Smith’s often belligerent behaviour however was, in the main, not conducive to durable artistic collaborations and so a lot of his film work especially remained unfinished. Also his itinerant lifestyle and his insistence that the act of creating art was more valuable than the resulting art itself meant that he adopted a somewhat cavalier attitude to finishing, preserving and curating his work. A great deal of what Smith created is now lost and dispersed — burnt, trashed, abandoned and discarded, which is probably why the enduring Anthology Of American Folk Music is what most people will know him for.

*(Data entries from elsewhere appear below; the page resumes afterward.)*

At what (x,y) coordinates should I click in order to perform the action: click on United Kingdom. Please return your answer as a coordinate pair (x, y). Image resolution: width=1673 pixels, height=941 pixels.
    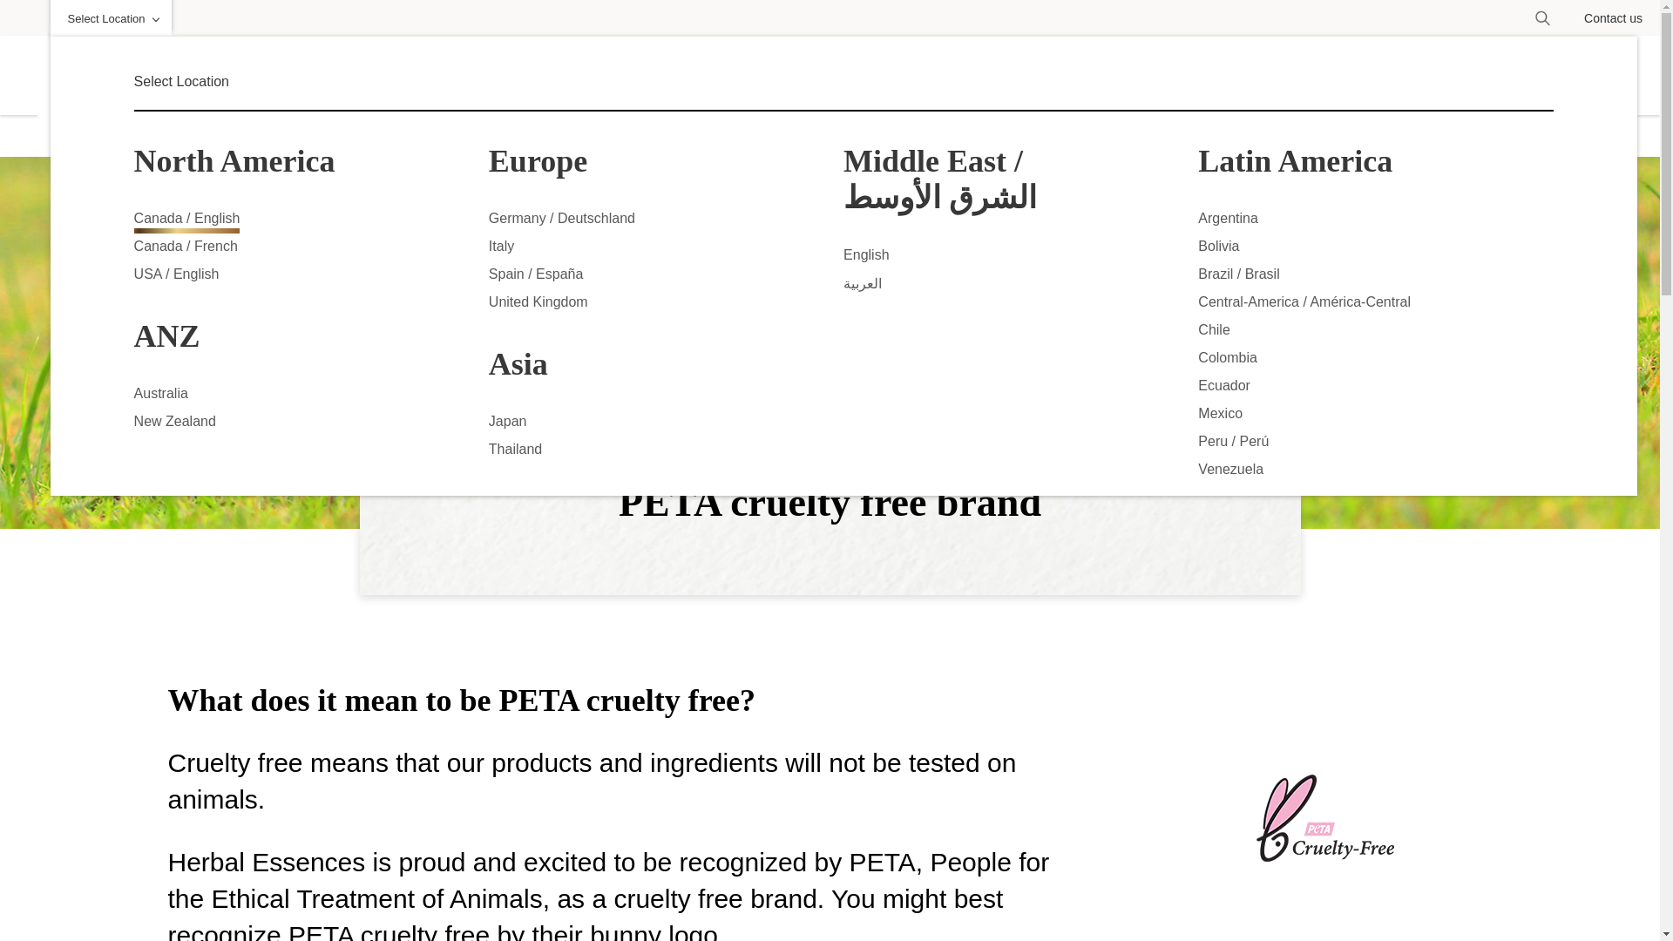
    Looking at the image, I should click on (539, 304).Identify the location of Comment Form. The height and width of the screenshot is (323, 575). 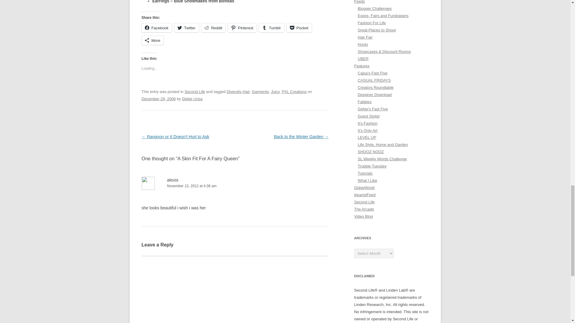
(235, 290).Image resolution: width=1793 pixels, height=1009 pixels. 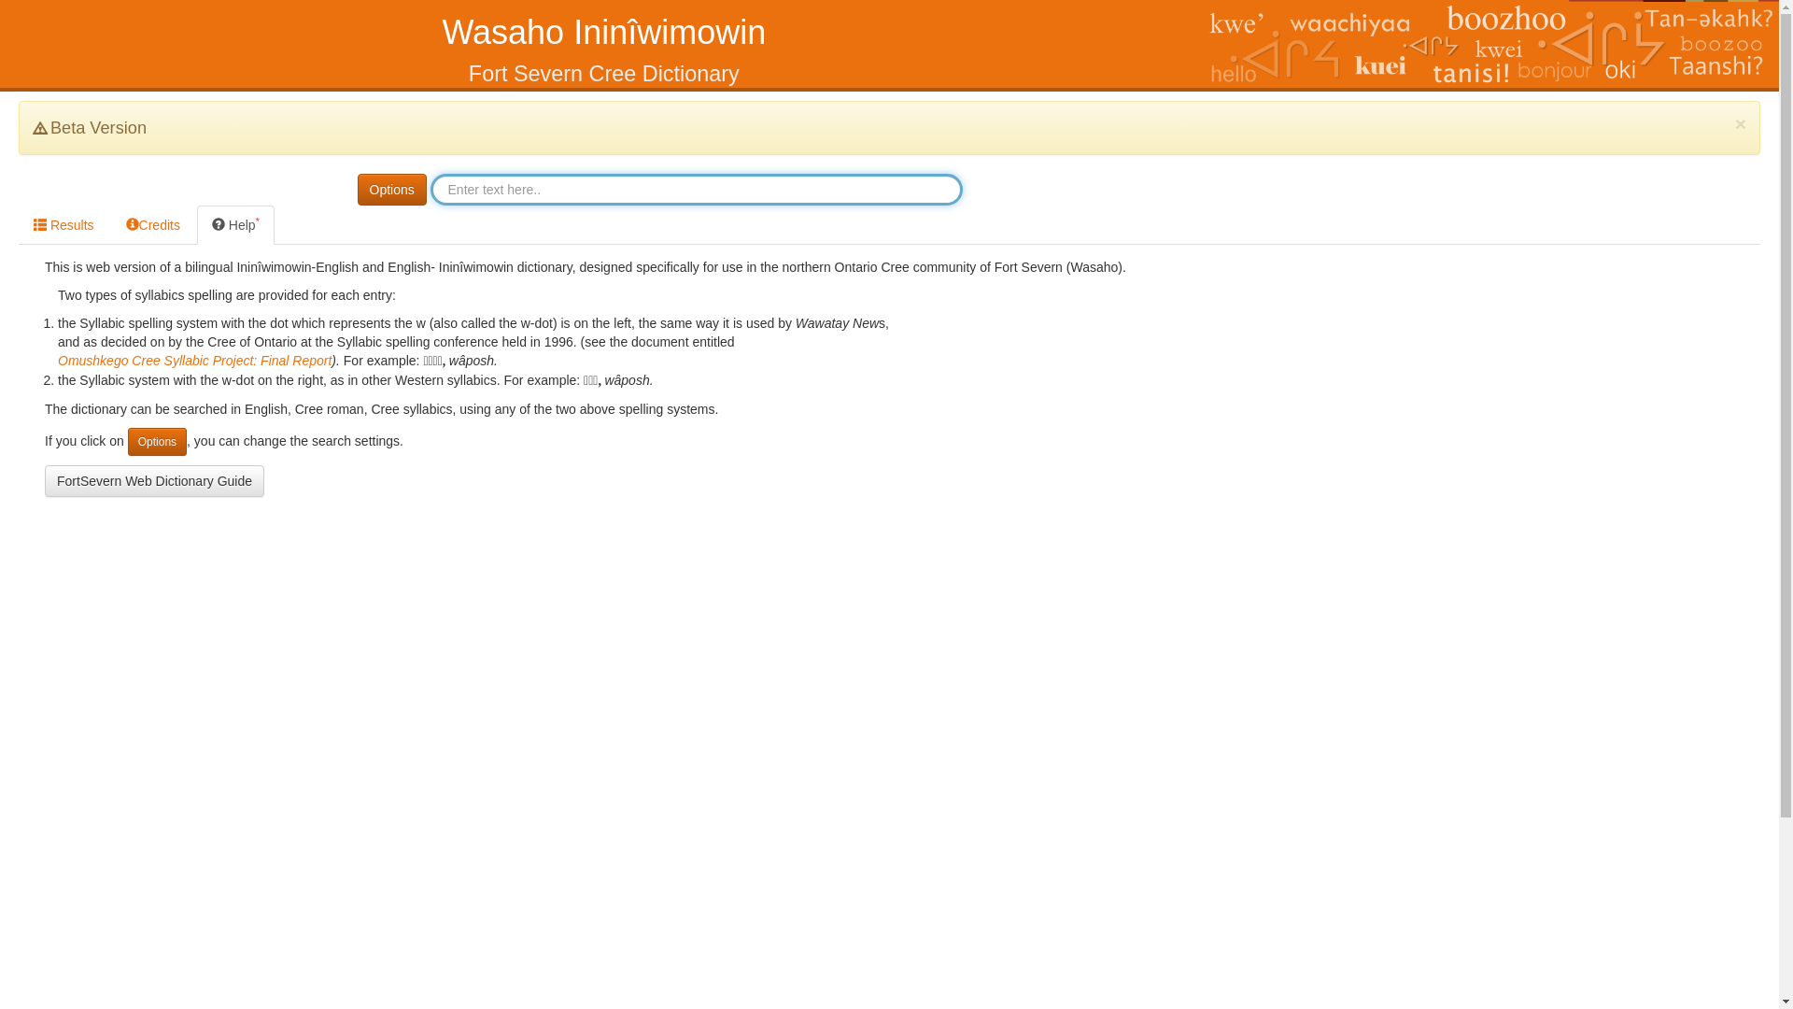 I want to click on Options, so click(x=391, y=190).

His extravagant expenditure on materials essential for his various artistic ventures and negligible interesting financial matters meant that Smith was always broke and in need of support. He was a notorious freeloader who nevertheless enjoyed the unquestioned beneficence of a number of people during his life; notably the writer and filmmaker Jonas Mekas and famed beat poet Allen Ginsberg. And when Ginsberg was unable to support Smith anymore, he approached The Grateful Dead’s manager about a possible grant from the band’s Rex Foundation. Forever grateful to Smith for the Anthology Of American Folk Music Jerry Garcia agreed to give him a grant of $10,000 a year. As influential as some of his work proved to be, official accolades were a rarity for a non-conformist outsider like Smith, but in later life he did receive a Grammy — a Special Merit Award, in 1991 — and that same year found him living at The Chelsea Hotel in New York, where he died the following year from bleeding ulcers and cardiac arrest, aged 68. That he’d lived that long was considered by some to be one of his greatest achievements. The speakers at his memorial service included Allen Ginsberg, Patti Smith and Dave Van Ronk.
I have in this review, you will deduce, only skimmed the surface of this enigmatic subject. Harry Smith emerges from this absorbing book as an impulsive, unwitting mover and shaker, half-mad genius, occasionally charming, often thoroughly objectionable, sociopathic, and yet as a result of his many achievements, able to command the respect and admiration of generations of musicians, filmmakers, artists and creative Bohemians. His life was a chaotic blizzard of obsessions pursued with a manic ferocity and a fierce intelligence but blighted by a self-destructive disposition that for the most part left him forever outside the mainstream of popular culture and without a comprehensive legacy. John Szwed does a remarkable job in re-positioning Smith and his work within the context of the cultural history of post-war America, and is a compulsive reminder that beneath the veneer of popular and homogenised social history that is thrown our way these days lies a neglected, profoundly influential world that is fascinating and deeply strange.
*
Published by Farrar, Strauss and Giroux, ‘Cosmic Scholar: The Life and Times of Harry Smith’ is out now in hardback, or available to preorder in paperback, out in September.